Siena still seems one of the blessed places of the Earth, a town whose beauty alone might justify the claim inscribed on the Camollia Gate: – ‘Siena opens her heart wide to you’. From the shell-shaped Piazza del Campo, the three terzi (districts) spread along the town’s three curving ridges, their harmonious buildings constructed in the bricks of that warm hue known to artists as ‘burnt sienna’. In the prosperous years before the Black Death, ‘the city of the Virgin’, as it was called, had a population of over 50,000 in addition to another 50,000 in its contado, the country districts and small towns it controlled to its south and west. By the time of Lorenzetti’s frescoes, Siena had added Grosseto and Massa Marittima to its domains.
By the 1330s Florence had twice as many inhabitants as Siena, yet it was at this time that the smaller city, already possessor of the striking zebra-striped cathedral we see today, decided to erect the largest church in Christendom. The project was halted by the Black Death, which killed half the town’s population, and was abandoned soon afterwards, but some of its pillars and arches still stand as testament to monumental ambition. The existing cathedral, which is pretty large itself, would have become merely the transept of the greater glory. Siena’s rulers, whom their subjects might
Gilmour, David (2011-10-25). The Pursuit of Italy: A History of a Land, Its Regions, and Their Peoples (Kindle Locations 1226-1230). Farrar, Straus and Giroux. Kindle Edition.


■ WORK TO COMPLETE: The span to copy runs from the line containing "Image is 644x322 pixels." to the last line below. Copy it exactly, with nothing else.

Dataset rows describing interfaces:

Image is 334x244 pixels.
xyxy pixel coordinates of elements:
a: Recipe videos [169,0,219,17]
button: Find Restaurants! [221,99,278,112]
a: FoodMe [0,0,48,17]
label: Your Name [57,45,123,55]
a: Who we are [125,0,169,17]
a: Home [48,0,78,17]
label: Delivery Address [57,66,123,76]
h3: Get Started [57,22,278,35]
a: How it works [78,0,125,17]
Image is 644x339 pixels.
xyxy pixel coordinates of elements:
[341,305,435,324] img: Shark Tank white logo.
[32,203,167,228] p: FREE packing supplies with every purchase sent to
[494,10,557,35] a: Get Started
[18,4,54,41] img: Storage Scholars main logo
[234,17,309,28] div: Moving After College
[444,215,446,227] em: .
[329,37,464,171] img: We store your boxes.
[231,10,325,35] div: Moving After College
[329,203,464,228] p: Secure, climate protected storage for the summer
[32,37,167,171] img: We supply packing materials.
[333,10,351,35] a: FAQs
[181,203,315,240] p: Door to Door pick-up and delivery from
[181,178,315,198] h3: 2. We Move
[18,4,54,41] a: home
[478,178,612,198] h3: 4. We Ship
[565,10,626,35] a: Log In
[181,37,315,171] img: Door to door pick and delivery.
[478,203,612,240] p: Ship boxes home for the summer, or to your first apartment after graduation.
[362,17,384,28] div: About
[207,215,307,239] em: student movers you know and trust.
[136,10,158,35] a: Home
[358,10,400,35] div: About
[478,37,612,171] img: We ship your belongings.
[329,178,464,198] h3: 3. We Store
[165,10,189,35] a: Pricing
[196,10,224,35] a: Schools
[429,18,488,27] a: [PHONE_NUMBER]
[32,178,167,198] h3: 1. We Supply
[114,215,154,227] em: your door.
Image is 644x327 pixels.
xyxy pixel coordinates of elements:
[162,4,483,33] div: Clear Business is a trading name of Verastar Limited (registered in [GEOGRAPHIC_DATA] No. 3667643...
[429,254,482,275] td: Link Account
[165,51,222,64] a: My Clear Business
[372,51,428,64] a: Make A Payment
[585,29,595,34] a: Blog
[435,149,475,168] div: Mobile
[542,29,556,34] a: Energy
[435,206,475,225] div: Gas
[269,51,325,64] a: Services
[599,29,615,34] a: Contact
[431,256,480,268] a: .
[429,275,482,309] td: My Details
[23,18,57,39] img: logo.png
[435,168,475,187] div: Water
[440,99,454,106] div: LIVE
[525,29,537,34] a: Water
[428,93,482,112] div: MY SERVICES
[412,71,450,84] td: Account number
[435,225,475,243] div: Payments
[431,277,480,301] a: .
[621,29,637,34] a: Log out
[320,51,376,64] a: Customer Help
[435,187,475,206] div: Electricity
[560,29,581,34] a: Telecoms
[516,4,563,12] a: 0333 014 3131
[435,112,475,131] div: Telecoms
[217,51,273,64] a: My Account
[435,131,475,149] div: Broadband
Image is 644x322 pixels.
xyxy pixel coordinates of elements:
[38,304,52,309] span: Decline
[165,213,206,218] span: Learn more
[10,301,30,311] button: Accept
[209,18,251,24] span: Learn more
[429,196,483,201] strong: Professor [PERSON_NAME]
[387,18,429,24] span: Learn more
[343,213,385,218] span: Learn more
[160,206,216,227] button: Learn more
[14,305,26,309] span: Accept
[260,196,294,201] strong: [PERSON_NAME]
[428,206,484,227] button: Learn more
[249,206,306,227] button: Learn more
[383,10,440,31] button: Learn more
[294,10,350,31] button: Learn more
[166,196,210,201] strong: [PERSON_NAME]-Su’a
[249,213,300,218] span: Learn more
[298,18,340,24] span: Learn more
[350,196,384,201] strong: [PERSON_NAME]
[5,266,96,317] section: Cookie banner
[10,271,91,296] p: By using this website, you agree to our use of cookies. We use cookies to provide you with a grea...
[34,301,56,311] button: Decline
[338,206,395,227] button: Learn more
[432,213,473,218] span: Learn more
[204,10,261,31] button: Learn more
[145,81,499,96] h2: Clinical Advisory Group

■ EXERCISE ANSWER:
Image is 644x322 pixels.
xyxy pixel coordinates of elements:
[38,304,52,309] span: Decline
[165,213,206,218] span: Learn more
[10,301,30,311] button: Accept
[209,18,251,24] span: Learn more
[429,196,483,201] strong: Professor [PERSON_NAME]
[387,18,429,24] span: Learn more
[343,213,385,218] span: Learn more
[160,206,216,227] button: Learn more
[14,305,26,309] span: Accept
[260,196,294,201] strong: [PERSON_NAME]
[428,206,484,227] button: Learn more
[249,206,306,227] button: Learn more
[383,10,440,31] button: Learn more
[294,10,350,31] button: Learn more
[166,196,210,201] strong: [PERSON_NAME]-Su’a
[249,213,300,218] span: Learn more
[298,18,340,24] span: Learn more
[350,196,384,201] strong: [PERSON_NAME]
[5,266,96,317] section: Cookie banner
[10,271,91,296] p: By using this website, you agree to our use of cookies. We use cookies to provide you with a grea...
[34,301,56,311] button: Decline
[338,206,395,227] button: Learn more
[432,213,473,218] span: Learn more
[204,10,261,31] button: Learn more
[145,81,499,96] h2: Clinical Advisory Group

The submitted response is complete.